4.1. Monostatic RCS of a flat plate
where E in is the incoming electric field before the nth bounce and
is the normal of the surface. The phase term in Eq. (5) refers to The backscattering is computed for different elevation angles
the phase delay as the ray travels from point P n to Pn1 , in which for the plate dimensions as shown in Fig. 2a. The EM backscattering
Rðn1Þ!n is the actual trip distance between these points. The GO is calculated for different elevation angles ranging from h = 0° to
is not well suited for planar surfaces where according to Snell’s 180°, while the azimuth angle is set to 0°. The incident wave is hor-
law the reflected field tends to non-zero scattered field along izontally polarized. The operating frequency is taken as 10 GHz so
the specular direction. For the far-field set-up, if the incoming that the electrical size of the plate is 12k. The specular return from
wave is a plane wave, then the reflected wave is also a plane the plate is the large peak at 90°, which is predicted with quite
wave. The scattering from a planar surface such as a plate occurs good accuracy. The dimensions of the plate are shown in Fig. 2b.
in almost all directions but with different scattering amplitudes. The sin x/x behavior characteristic of a uniformly illuminated aper-
The numerical calculation of the RCS from an object in this paper ture is easily visualized. For validations, the simulated results are
uses a Computer-Aided Design (CAD) modeling of this object and compared with experimental results of [14] and plotted in red.
is done with small patches of small planar surfaces. Therefore, As can be seen good agreement has been obtained.
the abovementioned feature of GO can be problematic when
finding the scattered field from these small patches, as the 4.2. Monostatic RCS of a dihedral corner reflector
reflected wave propagates only along the specular direction. To
overcome this problem, the PO theory is used as shown in next The dihedral corner reflector geometry as shown in Fig. 2c is
sub section. considered for validations with multiple bounces. This time the
470 S.M. Vaitheeswaran et al. / Engineering Science and Technology, an International Journal 20 (2017) 467–481

Fig. 2. (a) Geometry of Flat Plate, (b) Monostatic RCS of Flat Plate, (c) Geometry of Corner Dihedral Reflector, (d. Monostatic RCS of Corner Dihedral Reflecto,r (e) Geometry of
Cone Sphere, (f) Monostatic RCS of Cone Sphere.

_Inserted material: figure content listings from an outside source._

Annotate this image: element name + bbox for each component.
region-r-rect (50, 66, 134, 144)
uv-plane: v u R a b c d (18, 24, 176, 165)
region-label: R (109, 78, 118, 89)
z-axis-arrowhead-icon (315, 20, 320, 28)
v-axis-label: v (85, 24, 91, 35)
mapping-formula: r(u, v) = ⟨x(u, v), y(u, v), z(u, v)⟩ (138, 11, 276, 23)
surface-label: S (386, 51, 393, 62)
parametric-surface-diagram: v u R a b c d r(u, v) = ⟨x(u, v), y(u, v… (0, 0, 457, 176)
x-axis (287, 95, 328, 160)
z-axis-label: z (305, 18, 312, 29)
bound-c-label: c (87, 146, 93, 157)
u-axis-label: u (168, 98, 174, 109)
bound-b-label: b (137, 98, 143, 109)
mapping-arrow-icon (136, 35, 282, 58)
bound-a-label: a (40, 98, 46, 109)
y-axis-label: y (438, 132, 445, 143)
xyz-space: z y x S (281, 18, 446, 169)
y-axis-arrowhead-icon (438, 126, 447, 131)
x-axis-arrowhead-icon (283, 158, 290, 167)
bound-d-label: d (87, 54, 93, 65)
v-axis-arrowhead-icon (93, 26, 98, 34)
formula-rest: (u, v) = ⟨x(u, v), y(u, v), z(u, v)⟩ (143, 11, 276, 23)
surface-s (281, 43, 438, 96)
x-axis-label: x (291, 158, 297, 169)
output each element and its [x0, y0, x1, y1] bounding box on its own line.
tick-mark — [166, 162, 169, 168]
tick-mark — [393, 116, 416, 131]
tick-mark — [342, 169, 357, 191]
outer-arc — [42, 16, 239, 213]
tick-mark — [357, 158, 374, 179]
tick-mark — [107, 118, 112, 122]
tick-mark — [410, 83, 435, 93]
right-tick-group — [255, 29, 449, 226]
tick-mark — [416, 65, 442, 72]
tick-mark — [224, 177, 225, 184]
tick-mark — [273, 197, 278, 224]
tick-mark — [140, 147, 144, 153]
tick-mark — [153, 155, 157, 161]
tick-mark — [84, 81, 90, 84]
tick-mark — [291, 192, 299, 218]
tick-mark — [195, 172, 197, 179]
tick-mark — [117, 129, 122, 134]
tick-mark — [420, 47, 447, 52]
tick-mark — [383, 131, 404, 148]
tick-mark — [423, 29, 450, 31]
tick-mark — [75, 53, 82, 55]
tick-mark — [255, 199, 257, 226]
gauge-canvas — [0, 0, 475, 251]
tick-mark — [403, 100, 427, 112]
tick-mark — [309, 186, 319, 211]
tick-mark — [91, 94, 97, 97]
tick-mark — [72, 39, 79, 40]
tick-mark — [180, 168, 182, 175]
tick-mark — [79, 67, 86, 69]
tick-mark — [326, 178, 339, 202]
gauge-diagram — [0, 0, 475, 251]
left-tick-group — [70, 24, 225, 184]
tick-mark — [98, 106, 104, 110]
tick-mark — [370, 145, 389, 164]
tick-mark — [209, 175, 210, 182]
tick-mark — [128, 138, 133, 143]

azimuth variation is considered for a fixed elevation angle as the same graph. Small differences between our results may be
shown in Fig. 2d. In contrast to the pattern of a flat plate, the due to the meshing parameters of the CAD files and the methods.
RCS pattern of a corner reflector is quite broad. This is true because
the corner reflector is a reentrant structure, and no matter what its
5. RCS OF delta flying wing planforms
orientation, internally reflected waves are directed back toward
the source of the incident wave. The broad central part of these
5.1. Model description
patterns is due to a multiple-bounce mechanism between the par-
ticipating faces, while the ‘‘ears” at the sides of the patterns are due
Unmanned flying wing aircrafts of different shapes are modeled
to the single-bounce, flat-plate scattering from the individual faces.
in OpenVSP [13]. Table 1 lists the number of surface cells used for
The backscattered results are compared with the experimental
discretization for the surface area considered.
results of Griesser [14] plotted in the same graph and found to
be in good agreement. Table 1
No. of cells for the different flying planform.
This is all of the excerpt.